Meeting Modern Expectations: Why the Funeral Consumer Experience Must Change…NOW
Insights from Batesville and B+N Industries on how modern consumer expectations are reshaping the funeral experience.
For more than two decades, death care has quietly lived outside the rules of modern consumer behavior. While families learned to order groceries from their phones, customize cars online, and expect seamless retail experiences everywhere else, funeral homes largely stayed the same.
That gap is no longer survivable.
In the recent Funeral Professional Education Series webinar, Meeting Modern Expectations: Redefining the Consumer Experience, industry leaders Jenn Parvin (Senior VP & Chief Customer Officer, Batesville), Devin Dardanes (Executive VP of Business Development, B+N Industries), and moderator Ryan Thogmartin (Owner & CEO, DISRUPT Media) tackled a simple but uncomfortable truth: today’s families are not shopping differently for funerals, they’re shopping the same way they shop for everything else.
The Consumer Has Changed. Funeral Homes Must Catch Up
Families now expect instant access, personalization, and continuity across every touchpoint. As Parvin explained, consumers are accustomed to ordering online, picking up curbside, or having items delivered directly to them, all from the same device in their pocket. Funeral service is not exempt from that expectation.
This is where many firms misunderstand the problem. It’s not about adding more “channels.” It’s about building an omnichannel experience, one where phone calls, websites, in-person visits, digital planning tools, and physical product displays all connect into a single, unified journey.
Multi-channel gives families options. Omnichannel gives them clarity.
The Retail Reality Funeral Homes Don’t Want to Admit
Batesville’s research revealed something startling: nearly 80% of funeral homes still rely on physical selection rooms, yet most of those spaces are over 15 years old and built using retail tools abandoned by modern retailers decades ago.
Even more telling? Nearly two-thirds of funeral directors said they’d consider doing something different if a better option existed.
That insight triggered a hard pivot. Batesville recognized that, while they excel at designing products, they weren’t experts in designing retail environments. So instead of forcing an internal solution, they went outside the industry and partnered with B+N Industries, a firm whose entire business exists because traditional retail design needed to evolve.

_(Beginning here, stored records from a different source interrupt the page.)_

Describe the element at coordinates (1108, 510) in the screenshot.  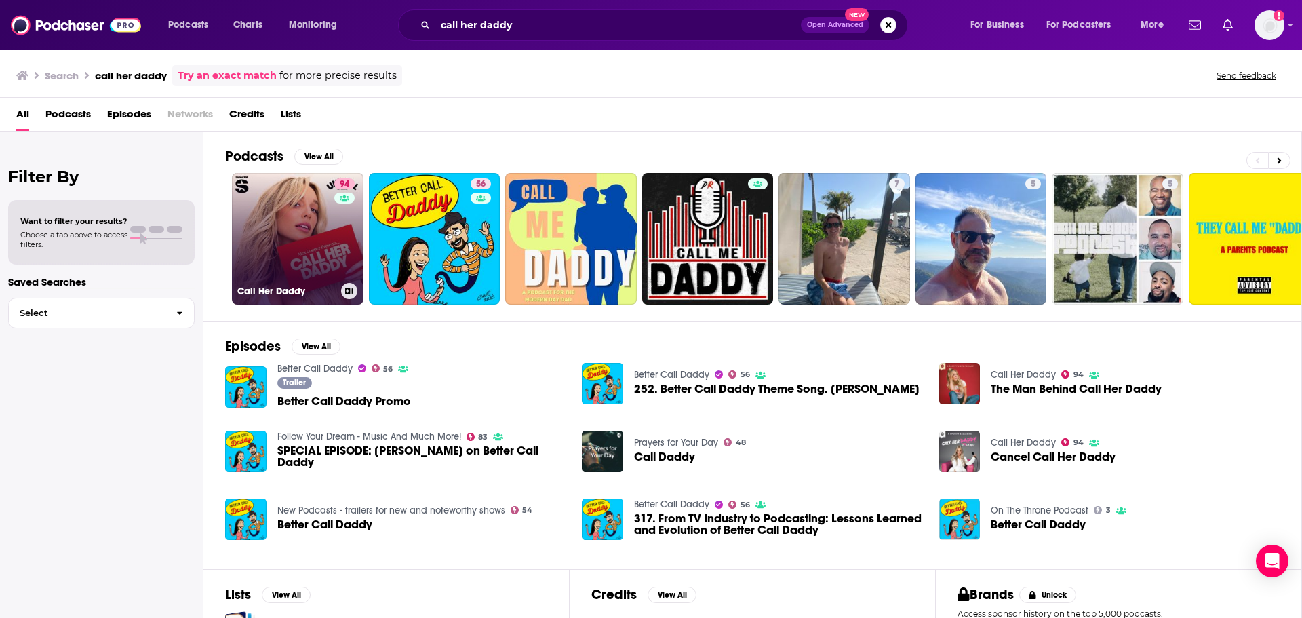
I see `span: 3` at that location.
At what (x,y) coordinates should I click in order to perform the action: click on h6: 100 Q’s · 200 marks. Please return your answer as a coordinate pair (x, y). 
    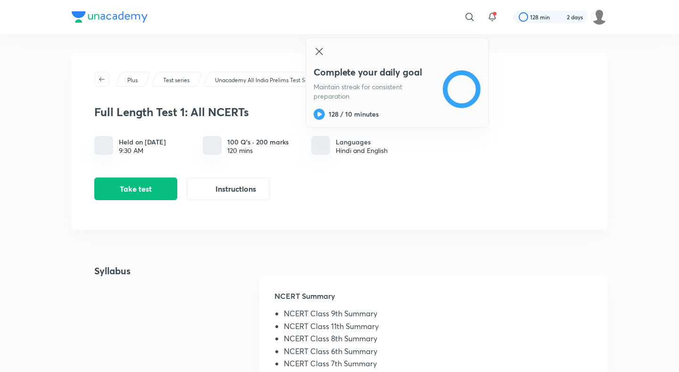
    Looking at the image, I should click on (258, 141).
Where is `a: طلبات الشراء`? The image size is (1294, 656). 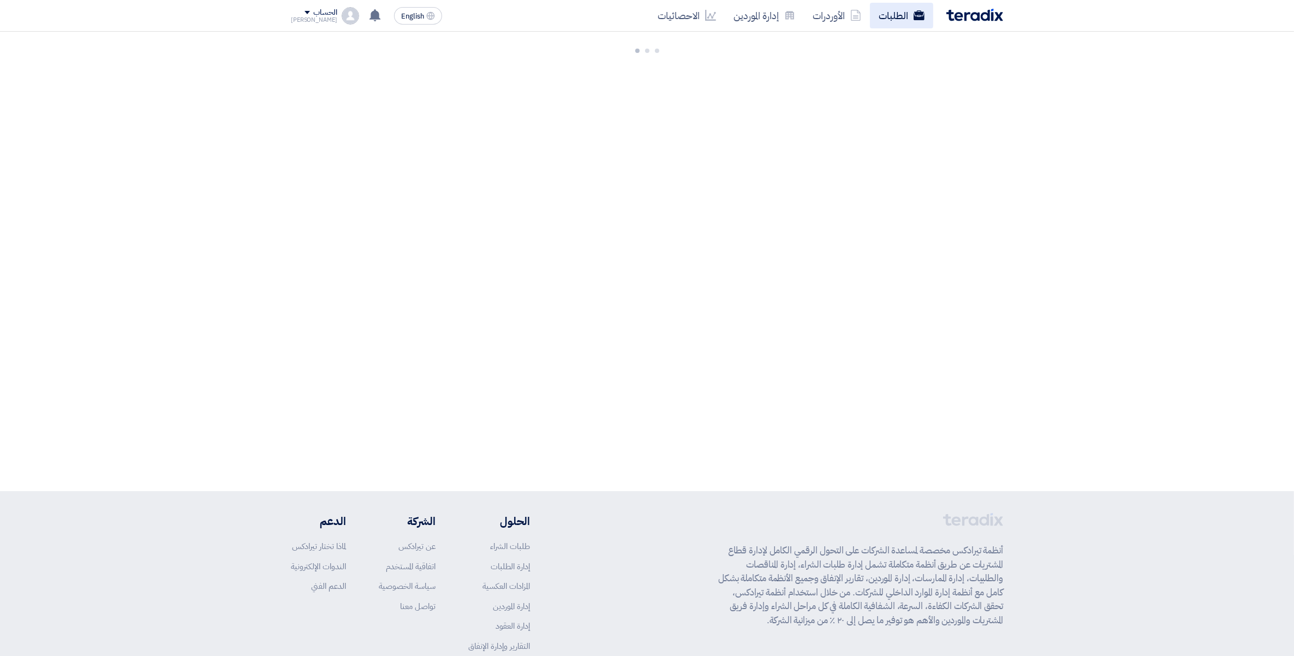
a: طلبات الشراء is located at coordinates (510, 546).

That decision changed everything.
Designing for Emotion, Not Just Display
Dardanes brought a retail design philosophy shaped by brands like Nike, Gucci, and Nordstrom into a space where “retail” has always felt like a dirty word. The goal wasn’t to commercialize funeral service; it was to humanize it.
Using biophilic design principles, natural materials, thoughtful lighting, acoustics, and modular systems, the new Batesville retail environments are designed to reduce stress, slow decision-making, and create calm during one of life’s most difficult moments.
Retail research shows that effective lighting design can boost sales by up to 12%, with LED-lit areas seeing an additional 6% lift. Tactile interaction with products can increase purchasing by 10%. When families engage digitally as part of the experience, spending increases as confidence and clarity improve.
These aren’t sales tricks; they’re signals that comfort drives better decision-making.
Digital + Physical = The “AND” Funeral Homes Need
Perhaps the most important takeaway from the webinar was this: the future is not digital or physical. It’s digital and physical.
Families can now explore options online, personalize products digitally, and then walk into a physical space that reflects what they’ve already built, just like buying a car. They don’t need to imagine the final product anymore. They can see it, touch it, and customize it in real time.
That integration doesn’t just empower families. It relieves pressure on funeral directors, creates repeatable processes for staff, and drives measurable business outcomes. Funeral homes that implement the full omnichannel experience have seen average sales increase by $300–$400 and margins improve by more than 12%, without sacrificing care or compassion.
The Standard Is Shifting: Here’s What That Means for Funeral Homes
Modernizing the consumer experience isn’t about selling more. It’s about serving better, in a way families already understand and expect.
As Parvin put it, these are not trivial purchases. These are final resting places for the most important people in someone’s life. If the experience feels outdated, uncomfortable, or disconnected, the industry has failed them.
The good news? The roadmap already exists.
Watch the full webinar replay at the link below and see exactly how Batesville, B+N Industries, and forward-thinking funeral homes are redefining what modern service looks like.
If you’re ready to take the next step toward a more modern, connected selection experience, the Family Choice Digital Showroom is designed to help.